Scenario DCF (levered, simplified). Base case - 280E persists on adult-use, medical relief holds, back taxes enforced over time: ~$140 million 2026E adjusted EBITDA, $35 million capex, $51 million cash interest, $25 million cash taxes leaves ~$30 million of levered free cash flow; at an 18-20 percent equity discount rate and 2-3 percent growth, implied equity is roughly $0.25-0.50 per share (a full, accelerated IRS collection scenario is worse). Broad-rescheduling case - adult-use relief from 2027, cash taxes normalize, modest growth from PA/KY/TX and hemp migration, and refinancing the 12.5 percent debt a few hundred basis points cheaper as capital access opens: levered FCF builds toward $60 million, implying roughly $0.70-1.10 per share. Elevated discount rates are deliberate: this is an OTC-listed, partially Schedule I business.

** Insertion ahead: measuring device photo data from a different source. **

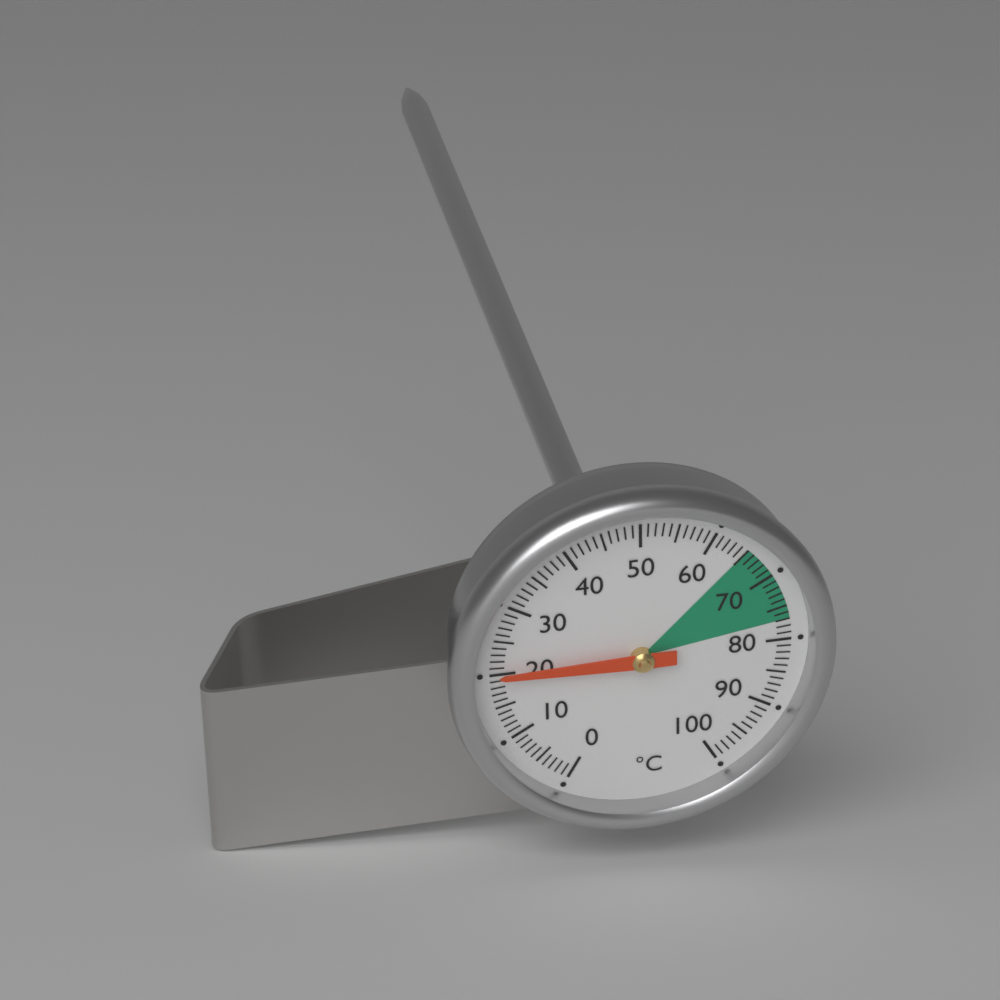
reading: 20 °C
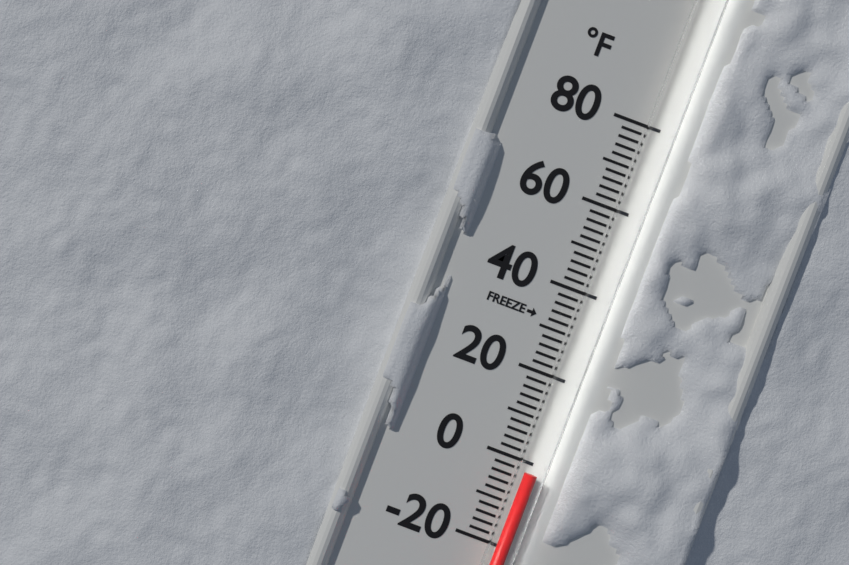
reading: -2 °F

Cross-sector re-rating. CPG and wellness comparables (Constellation ~12x EV/EBITDA; the campaign comp set runs ~10-14x) applied to Cresco's $157 million of EBITDA imply a $1.6-2.2 billion enterprise value; net of $507 million of net debt that is roughly $2.10-3.35 per share - before the back-tax reserve (about $0.47 per share if paid in full), so call the honest normalized band $1.60-2.90.

What today's price implies: at $0.77 the market is paying for something between the base case and the broad-order case - meaningful probability on broad rescheduling, near-zero credit for a CPG-style re-rate, and a heavy haircut for the $239 million reserve and the 12.5 percent debt stack. The equity is priced as an option; the hearing record just went to the judge.

Risks and Open Questions

The bear case is concrete. The D.C. Circuit stay motion against the partial order was still undecided as of mid-July (DOJ filed its opposition July 2); a stay or vacatur removes the Schedule III predicate and could force operators to resume accruing - an earnings and credibility whipsaw. The broad order could stall in post-hearing process or litigation for quarters. The IRS is winning the retroactivity fight so far (~40 straight 280E challenges lost; the TerrAscend clawback; Mission Organic upholding offer-in-compromise rejections), and Cresco's $239 million reserve accrues penalties and interest daily. Ohio's attorney general named Cresco among nine MSOs in a price-fixing antitrust suit (February 2026) - unresolved. Wholesale deflation in Illinois has not stopped. Pennsylvania adult-use is a 2027-plus hope, not a plan. A Teamsters strike hit its Pennsylvania operations this spring - integration of the nine PA stores (still awaiting regulatory close, expected around end of Q2) is not riskless. And $573.8 million of total obligations against $67 million of cash leaves little room for a macro stumble; Q1 free cash flow was negative $13.2 million (seasonal, but real).

The Bottom Line

Operationally, Cresco is doing exactly what a disciplined operator should do in a deflating market: defend share, expand margins, buy growth cheaply in the states that matter. That discipline produced the sector's best margin stack on a shrinking top line. What the stock is actually pricing, though, is the tax endgame: a $239 million disputed IOU and $45 million a year of phantom tax expense on one side; medical relief already flowing, a broad Schedule III record now in front of the DEA's judge, and roughly 10-times normalized earnings on the other. Watch four things: the ALJ's recommended decision and the DEA Administrator's final rule; the D.C. Circuit stay; the Q2 report on August 6 (first clean look at medical 280E relief and the PA stores); and any movement - either way - on the unrecognized-tax-benefit reserve. The framework is here; the decision is yours.


Built with RoboSystems - structured SEC filing data for every public company, straight from the XBRL. Set it up in about five minutes at robosystems.ai. New customers get 50% off your first month with code CANNABIS50.